The 21-year-old's debut sees them dive deep into growth, personal accountability and the fallout of relationships

Jazmin Bean first garnered attention as a teenager online, sharing horrorcore glam looks that shocked the beauty community. Their wide-ranging influences — from Hello Kitty and Kawaii to Aswang, a legendary creature in Filipino folklore — would eventually seep into the music they started making, which draws on futuristic pop and dark heavy metal sounds. In 2019, the now 21-year-old introduced this distinctive style on their debut EP ‘Worldwide Torture,’ a collection that was characterised by its wilful experimentation.

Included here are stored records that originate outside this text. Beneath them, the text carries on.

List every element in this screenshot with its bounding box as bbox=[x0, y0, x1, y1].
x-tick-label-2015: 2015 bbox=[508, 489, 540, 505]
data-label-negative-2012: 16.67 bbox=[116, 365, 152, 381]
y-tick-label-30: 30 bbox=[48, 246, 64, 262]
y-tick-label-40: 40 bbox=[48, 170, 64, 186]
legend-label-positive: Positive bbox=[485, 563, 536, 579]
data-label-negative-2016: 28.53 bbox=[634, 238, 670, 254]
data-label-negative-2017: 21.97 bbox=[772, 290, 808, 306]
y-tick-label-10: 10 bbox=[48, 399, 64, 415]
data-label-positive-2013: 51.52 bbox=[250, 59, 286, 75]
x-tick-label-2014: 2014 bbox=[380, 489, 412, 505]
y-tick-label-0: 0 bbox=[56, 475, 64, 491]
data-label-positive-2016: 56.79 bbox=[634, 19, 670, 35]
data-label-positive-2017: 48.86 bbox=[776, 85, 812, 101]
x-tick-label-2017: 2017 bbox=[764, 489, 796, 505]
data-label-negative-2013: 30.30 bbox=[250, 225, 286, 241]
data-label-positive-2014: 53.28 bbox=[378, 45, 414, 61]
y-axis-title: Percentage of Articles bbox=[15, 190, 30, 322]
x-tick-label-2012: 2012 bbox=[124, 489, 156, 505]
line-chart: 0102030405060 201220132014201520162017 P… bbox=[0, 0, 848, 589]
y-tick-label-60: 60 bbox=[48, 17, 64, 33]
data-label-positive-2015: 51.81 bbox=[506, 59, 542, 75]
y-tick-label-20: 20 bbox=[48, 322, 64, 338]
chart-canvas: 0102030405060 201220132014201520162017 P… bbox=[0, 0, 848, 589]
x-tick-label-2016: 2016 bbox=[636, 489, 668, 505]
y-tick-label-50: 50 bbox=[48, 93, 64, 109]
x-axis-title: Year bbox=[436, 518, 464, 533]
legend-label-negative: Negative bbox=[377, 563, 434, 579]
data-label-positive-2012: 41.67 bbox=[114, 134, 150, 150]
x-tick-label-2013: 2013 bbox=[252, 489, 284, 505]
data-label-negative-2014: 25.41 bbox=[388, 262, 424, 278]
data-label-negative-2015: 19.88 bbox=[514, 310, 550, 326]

When NME first met the north London-born artist at Reading Festival in 2021, they promised that their debut LP would be a “very personal” album; in the time since, Bean has overcome substance abuse as well as a period in rehab towards the end of 2022. The resulting record sees them shed the bratty, blood-soaked character of their makeup artist years, and instead open up about their identity and personal relationships.

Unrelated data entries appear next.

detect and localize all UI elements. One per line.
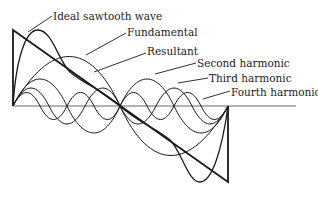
sawtooth-diagram: Ideal sawtooth wave Fundamental Resultan… [0, 0, 318, 202]
label-resultant: Resultant [147, 46, 198, 57]
leader-second [155, 63, 196, 74]
leader-fundamental [86, 33, 126, 55]
label-second-harmonic: Second harmonic [197, 58, 290, 69]
label-third-harmonic: Third harmonic [209, 73, 292, 84]
leader-third [178, 78, 208, 83]
leader-fourth [203, 91, 230, 99]
label-fundamental: Fundamental [127, 27, 198, 38]
leader-resultant [94, 53, 146, 72]
label-fourth-harmonic: Fourth harmonic [231, 87, 318, 98]
label-ideal-sawtooth: Ideal sawtooth wave [53, 11, 162, 22]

The title track details the power found in taking opportunities and being more ruthless in life. Here, Bean goes from singing about having a “tail” between their legs to screaming a powerful hook atop thrashing guitars: “You can’t stop me / And I’ll get anything I want.” They continue to detail their journey as the song progresses, while offering insight into their life as a non-binary artist: “Maybe I’ll never find out if I’m a boy or girl.”

Bean continues to lean into these huge, powerful sounds across ‘Traumatic Livelihood’, allowing the arrangements to amp up the emotional impact of each song. Their theatrical vocal delivery is on full display throughout ‘Shit Show’, while ‘Favourite Toy’ is a more upbeat moment, despite its weighty themes of manipulation and deceit. The majority of the tracks are embellished with violin runs and unexpected changes in rhythms.

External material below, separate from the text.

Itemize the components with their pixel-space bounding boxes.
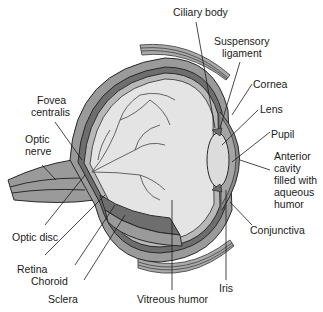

Standout ‘Black Dress’ summarises everything Bean has been through in recent years, while also expressing a desire to move on from the past and rise “out of the mud.” By sharing their truth with listeners, Bean offers a new, more open-hearted side to their artistry. ‘Traumatic Livelihood’ may contain glimmers of the gritty sound they made their name on, but above all else, it feels like an honest step forward.

Details

jazmin bean album

  • Release date: February 23
  • Record label: Interscope
After a tough few years fighting illness and cutting her teeth in music, the Slovakian artist delivers a confident and unflinching debut

Listening to Karin Ann’s debut album ‘Through the Telescope’, you’d be forgiven for not realising that the Slovakian singer-songwriter is just 21-years-old. There is a knowing darkness to this music, which brims with observations earned through experience and the mystique of an author with many stories to tell.

“All his skin eaten by worms / Nothing left there / A pile of bones”, Ann sings on ‘Pile of Bones’. For all its macabre imagery – a through line across the album’s 14 tracks – the song is delivered like a fairytale, with Ann’s soft, ethereal vocals floating like wisps of smoke around its beating heart.

Her singing voice is light, calling to mind the ease and indie droll of Faye Webster and Frankie Cosmos. It all feeds into the album’s curious mix of light and dark, as Ann sings through honeyed whispers of deep emotional strife, from losing faith to leaving childhood behind too early, embedding these dark secrets in twinkling melodies and delicate guitar strings. “The band keeps playing while I continue to cry”, she sings softly on dollhouse-like track ‘The Band Keeps Playing’. “Maybe they won’t see that my dress keeps tearing / And it’s swallowing me”.

It all feels reminiscent of Maya Hawke’s ‘Moss’, which comes as no surprise considering Ann’s self-described “obsession” with Hawke’s 2022 LP. As Ann told NME for The Cover, she asked to work with producer and Hawke collaborator Benjamin Lazar Davis on this project; indeed his presence is keenly felt in the album’s intricate sound, delicate as tissue paper yet harbouring a razor sharp edge too.

Ann’s songwriting is at its strongest when it goes for specifics. There’s queer love song ‘Olivia’, ‘A Song for the Moon’ – a love letter to the darker sides of herself – or ‘My Best Work of Art’, the album’s lovely closer that chronicles Ann’s reclamation of her own identity through the lens of painting and brushstrokes.

After a tough few years fighting illness and cutting her teeth in music, Ann delivers a confident and unflinching debut album. ‘Through The Telescope’ weaves her personal struggles into beautiful, potent songwriting, which she gives space to breathe amidst lush vocals and rich, but never overblown instrumentation. Dancing deftly across folk, rock, country and pop, and spanning emotional landscapes from lovestruck to melancholy, this is a most precocious debut.